Between June 2018 and June 2019, CWC paid thousands in bribes and kickbacks to Simonlacaj and “multiple” employees of HFZ so they would award contracts to CWC and approved inflated change orders to projects, according to court documents. In one instance, CWC provided free labor and materials to do “extensive” renovations to Simonlacaj’s Scarsdale, N.Y., home as part of the scheme, prosecutors allege.

“This director, John. There’s a beautiful in there [sic],” Fiore was caught on a wiretap saying, according to federal prosecutors. “There’s things that we can do with [Kocaj] there, he whispers what he needs to whisper and we get things.”

One of the projects CWC worked on for HFZ was the 950,000-square-foot XI project at 76 11th Avenue, which takes up a full city block between 17th and 18th Streets and 10th and 11th Avenues. The development includes 236 condos and a 137-room Six Senses resort hotel.
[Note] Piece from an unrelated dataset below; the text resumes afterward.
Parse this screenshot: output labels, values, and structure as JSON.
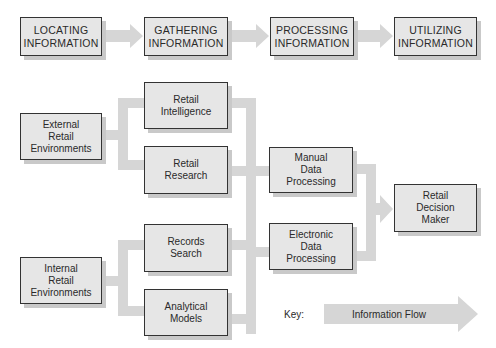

The XI has two $70 million penthouses and, while sales have been off to a slow start, Graeme Hart — the richest man in New Zealand — dropped $34 million on a five-bedroom apartment in the building in June, The Real Deal reported.

Simonlacaj was arraigned on wire fraud conspiracy and tax fraud charges on Friday in Brooklyn Federal Court where he pled not guilty, The City reported. He was released on $250,000 bail.